Although it does not want to abandon the traditional price negotiations, CISA still wants more bargaining power as the world’s largest buyer of iron ore. At an international meeting in the Chinese coastal city Qingdao in October, Shan said the association will try to establish a new pricing model for iron ore imports in order to negotiate on China’s own terms rather than ‘blindly’ following agreements made between foreign steelmakers and leading miners BHP, Rio Tinto and Vale.
China has taken the first step toward establishing such a model. On August 17, CISA said it agreed with Australian miner Fortescue Metals Group reduce the price of iron ore between 35% and 50% from last year’s level for the second half of 2009. The price is a discount of about 3% on what was agreed between other Australian producers and non-Chinese steelmakers. “The agreement with Fortescue was, in fact, meant to send a message: China has other options besides Rio Tinto and BHP Billiton,” a CISA participant at the talks comments.
But it is unlikely that other iron ore companies will agree to the same price.
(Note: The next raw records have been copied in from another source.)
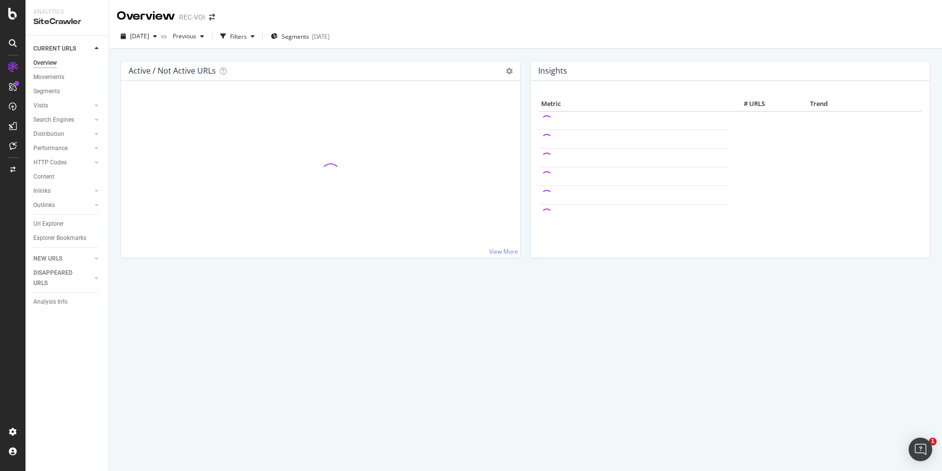  What do you see at coordinates (54, 49) in the screenshot?
I see `div: CURRENT URLS` at bounding box center [54, 49].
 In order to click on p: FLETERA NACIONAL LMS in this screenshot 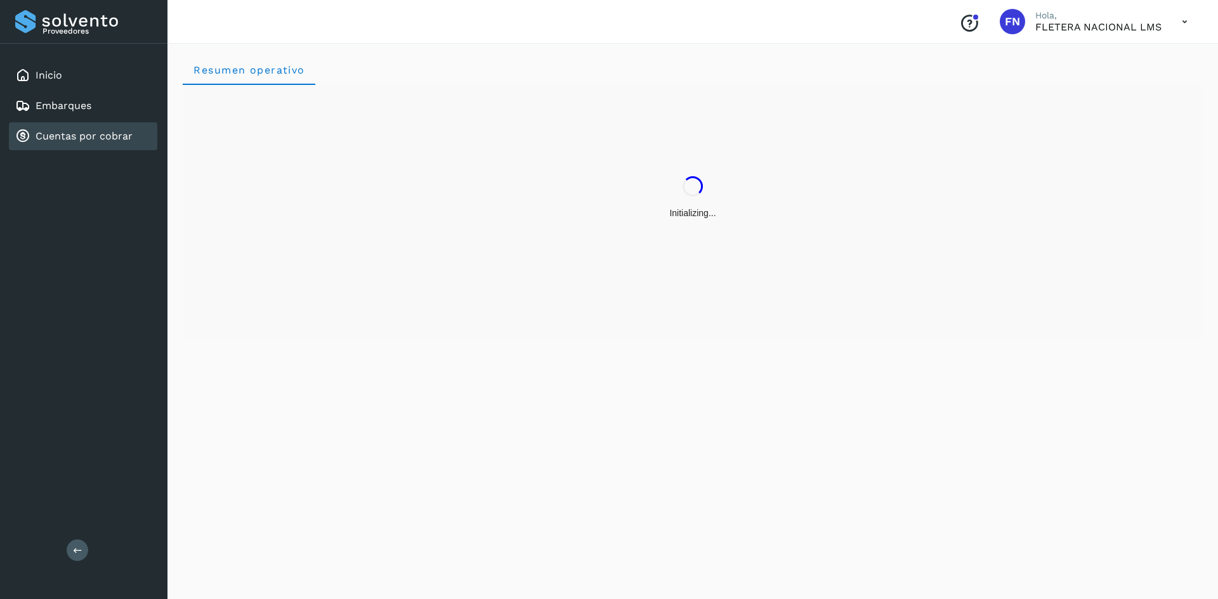, I will do `click(1098, 27)`.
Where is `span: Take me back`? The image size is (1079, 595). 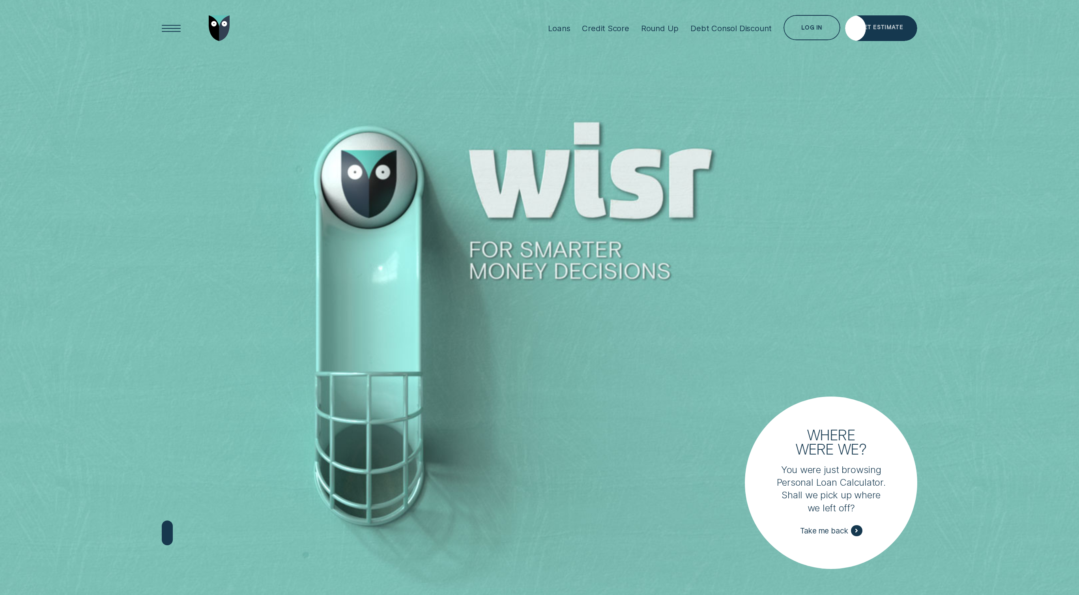 span: Take me back is located at coordinates (824, 531).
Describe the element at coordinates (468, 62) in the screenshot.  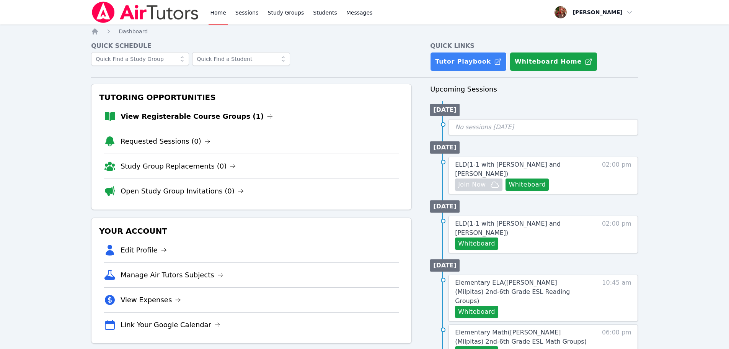
I see `a: Tutor Playbook` at that location.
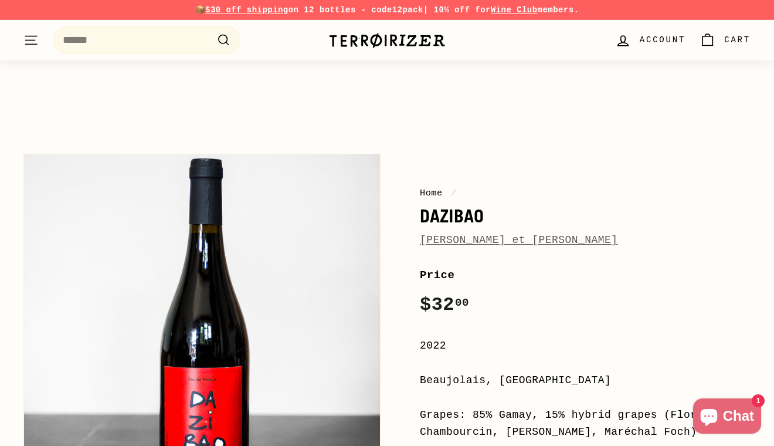 The image size is (774, 446). Describe the element at coordinates (387, 10) in the screenshot. I see `p: 📦 on 12 bottles - code | 10% off for members.` at that location.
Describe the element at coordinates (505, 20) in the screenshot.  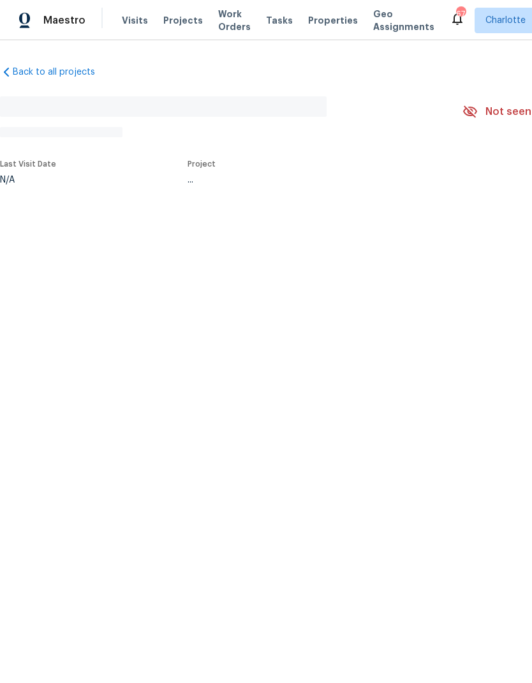
I see `span: Charlotte` at that location.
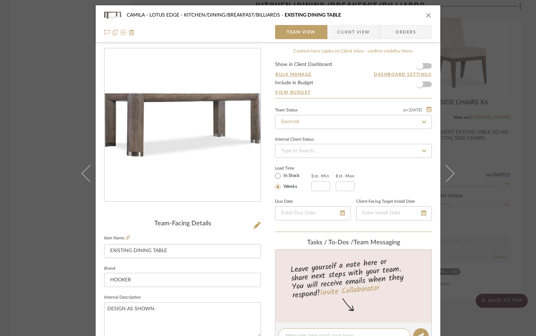  What do you see at coordinates (330, 243) in the screenshot?
I see `span: Tasks / To-Dos /` at bounding box center [330, 243].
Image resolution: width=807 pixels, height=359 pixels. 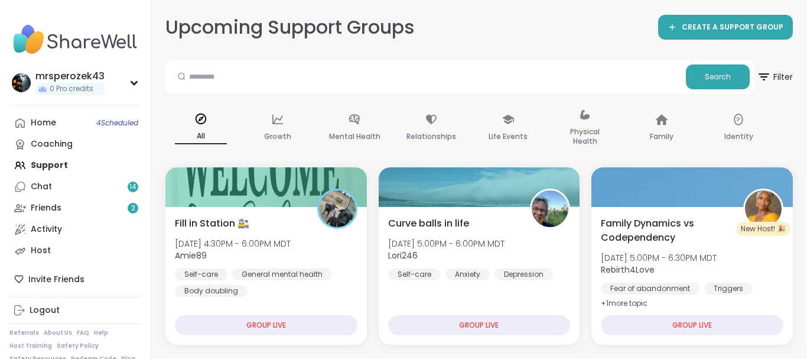 What do you see at coordinates (211, 291) in the screenshot?
I see `div: Body doubling` at bounding box center [211, 291].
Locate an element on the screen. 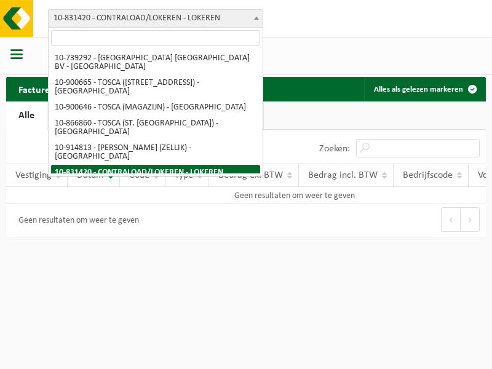 The height and width of the screenshot is (369, 492). span: Bedrijfscode is located at coordinates (427, 175).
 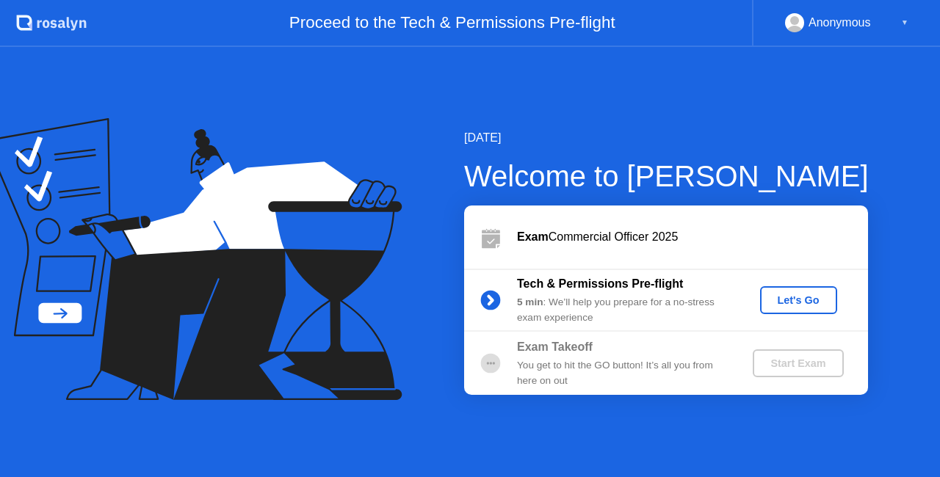 I want to click on div: : We’ll help you prepare for a no-stress exam experience, so click(x=623, y=310).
Fortescue is a relatively small player. Through the second quarter of 2009, Fortescue sold 35 million tons of iron ore to Chinese companies, or 5% of China’s total ore imports. In contrast, Rio Tinto and BHP together supply more than 35% of China’s imports. “Therefore, it is unlikely that the top three miners would use the Fortescue price as a benchmark,” says Hu Kai, an analyst from Umetal, a China-based website providing iron ore information and analysis.
Xu Xiangchun, director of Beijing Lange Steel Information Reseach Center, an online information provider, also reckons a unified “China price” will be difficult to achieve, partly because of the upheaval of the internal market. “On the one hand, some Chinese steel companies would rather import ore bought on contract and then resell it for more money on the spot market, pocketing the difference,” he says. “On the other hand, although the Chinese are definitely large enough as purchasers, the import market remains very chaotic because it has so many importers with different interests and goals.”
This month, the miners reconvene talks with steelmakers to hammer out 2010 prices, even though they have not yet settled this year’s prices. But the annual tradition will be overshadowed by sellers’ demands for a revised benchmark pricing mechanism. In the meantime, the negotiations continue. “The transfer to a whole new pricing system will take some time,” says Hu.